By Mina K. Dulcan, Claudia Lizarralde
Published by American Psychiatric Pub., 2003
ISBN 1585620416, 9781585620418
202 pages

The information sheets published in this book are available as PDF files.  Most computers have a Adobe's free PDF reader.  If yours doesn't go to www.Adobe.com to download it.

Dr. Mina Dulcan's medication sheets from 2003 are informative, and only slightly dated.   The files are organized by medication type, and the lists of associated medications may not include the newest medications on the market.  Files can be saved on your computer or printed.   This book was printed before the Food and Drug Administration required notices warning of rare "suicidal or self-injurious thoughts and behaviors" associated with certain medications (antidepressants, anticonvulsants, Strattera).  FDA public advisories can be reviewed at www.FDA.gov.  Other information about medications can be accessed on the Patient Education page. 

Click here to see medication information oriented to Parents

Click here to see medication information oriented to Educators

Click here to see medication information oriented to Youth

National Institute of Mental Health

The National Institute of Mental Health (NIMH) mission is to reduce the burden of mental and behavioral disorders through research on mind, brain, and behavior. More information is available at the NIMH website.  The National Institutes of Health (NIH) — The Nation’s Medical Research Agency — includes 27 Institutes and Centers and is a component of the U.S. Department of Health and Human Services. It is the primary federal agency for conducting and supporting basic, clinical and translational medical research, and it investigates the causes, treatments, and cures for both common and rare diseases. For more information about NIH and its programs, visit the NIH website.

Follow this link to download the NIMH director's 2007 update on the subject of Pediatric Bipolar Disorder, and this link to download the NIMH press release on the same subject.  

Excerpts

"A recently published research paper (September 2007, Archives of General Psychiatry) reported a 40-fold increase in the rate of diagnosing bipolar disorder in youth over the past decade.

This paper raises several important questions:

·                 Were physicians under-diagnosing bipolar disorder in the past?

·                 Are they over-diagnosing currently?

·                 Are more children developing behavioral disorders than in the past?

It is unclear exactly what is causing this increase, but current evidence suggests a combination of each of these and possibly other factors."

More research is needed to determine the safety and effectiveness of the many medications currently used to treat bipolar disorder in youth, as well as to identify other types of appropriate treatment.

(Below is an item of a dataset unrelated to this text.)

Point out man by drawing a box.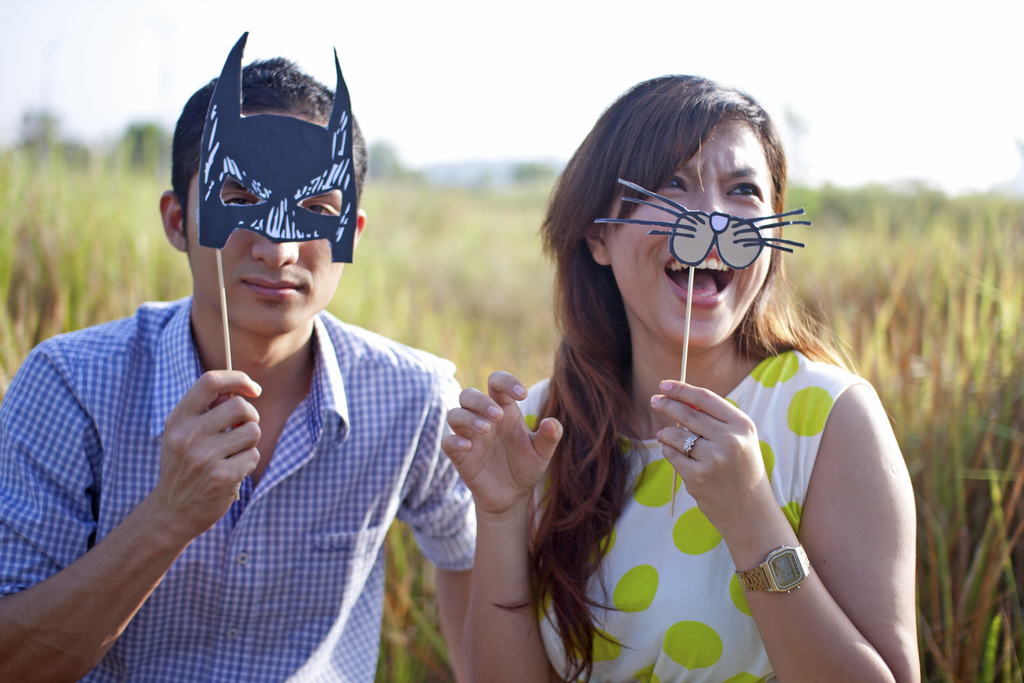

The apparent inaccurate use of the bipolar diagnosis and questions about the safety and effectiveness of medications being prescribed to young children raise real concerns. These concerns need to be balanced by recognizing that psychiatric illnesses can cause disabling and sometimes dangerous symptoms during a critical period of physical and cognitive development, with many potential long-term effects for a child's future. Parents and physicians concerned about the risk of treatment need to consider the risks of not treating children who may have impulsive behaviors that can threaten themselves or others and make it difficult or impossible for the child to function well at home, at school or with peers.

 

 

Helping Traumatized Children Learn
A Report and Policy Agenda: 
supportive school environments for 
children traumatized by family violence

Helping Traumatized Children Learn demonstrates how trauma from exposure to family and other forms of violence can help explain many educational difficulties teachers across the Commonwealth face everyday. Such difficulties include the inability of children to focus, understand instructions, form meaningful relationships with peers and teachers, and control their behavior in appropriate ways. 

The report provides a school-wide flexible framework and a public policy agenda for creating trauma-sensitive school environments where traumatized children and their classmates can focus, behave, and learn.